Language is one of the most important aspects of being human. It's what sets us apart from animals. Language is how we communicate our desires and our needs. Language helps us understand and make sense of the world around us, and it lets us make distinctions so we can know how one thing differs from another.

It's also true that words can affect our perception. In a controversial discussion like abortion, society can be affected by the words you use in your discussions. That's one of the reasons abortion advocates were able to effectively win the culture over to their side in the mid-20th century. They were very deliberate about the words that they used. It's not a child, it's a "choice." They knew that if they could keep the focus off of what the unborn entity is and keep it entirely focused on women, on women's "rights", on women who "need" abortion in order to be equal with men and to live a full life, they could make abortion not just legal, but acceptable to the larger public.

This sometimes results in abortion advocates denying science itself. It sometimes results in highly counterintuitive notions, such as that parents don't have natural obligations to their own children (which was Thomson's point in her famous essay "A Defense of Abortion"). Either way, since abortion supporters have largely been successful in using ambiguous and vague terms (such as "choice" without defining what, exactly, the choice is) to obfuscate the issue, they have been able to convince our culture that abortion is morally good (or at least, morally neutral), even though many people still have no idea what an abortion is or what it does to the unborn child.

This allows abortion advocates to easily make pro-life people out to be monsters. They focus exclusively on women and on their needs. They can portray pro-life people as "misogynistic haters of women" because abortion advocates support women's rights (as if abortion is the only right enjoyed by women), and pro-life people are trying to take them away. Then when pro-life advocates try to explain that abortion supporters take a position that allows unborn human children to be legally killed, they can deny that the unborn child really is a child and get away scot-free. They can even accuse us of making "emotional arguments" by trying to focus on the unborn child. Then we're back at square one, appearing as if we don't think women deserve rights, and the abortion advocates come off looking heroic, since they can just flat-out deny that the unborn child is really a child deserving of human rights and respect.

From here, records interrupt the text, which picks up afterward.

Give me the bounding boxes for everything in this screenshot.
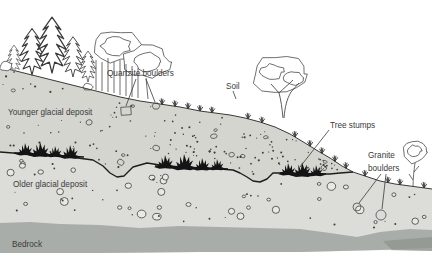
diagram-canvas: Quartzite boulders Soil Younger glacial … (0, 0, 432, 259)
glacial-deposit-diagram: Quartzite boulders Soil Younger glacial … (0, 0, 432, 259)
label-younger-glacial-deposit: Younger glacial deposit (8, 108, 93, 117)
label-quartzite-boulders: Quartzite boulders (107, 69, 174, 78)
label-granite-line2: boulders (368, 164, 399, 173)
label-granite-line1: Granite (368, 151, 395, 160)
label-soil: Soil (226, 82, 240, 91)
label-bedrock: Bedrock (12, 240, 43, 249)
label-older-glacial-deposit: Older glacial deposit (13, 180, 88, 189)
label-tree-stumps: Tree stumps (330, 121, 375, 130)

So we need to be very deliberate about the words we use. It's true that we can make a well-reasoned case against abortion without having to use terms like "child" or "baby." But even if our arguments are sound, that doesn't necessarily make them emotionally convincing. If an abortion supporter intellectually assents to the soundness of your argument but still doesn't feel an emotional attachment to the entity that they are justifying the killing of, they might not actually be persuaded that it's worth protecting them. It might be tempting to try and "play by the abortion advocate's own rules" because we don't want to make unduly emotional arguments, but by the same token, it's equally true that the terms abortion advocates use can completely remove emotion from the equation, which is exactly what they need in order to justify their position.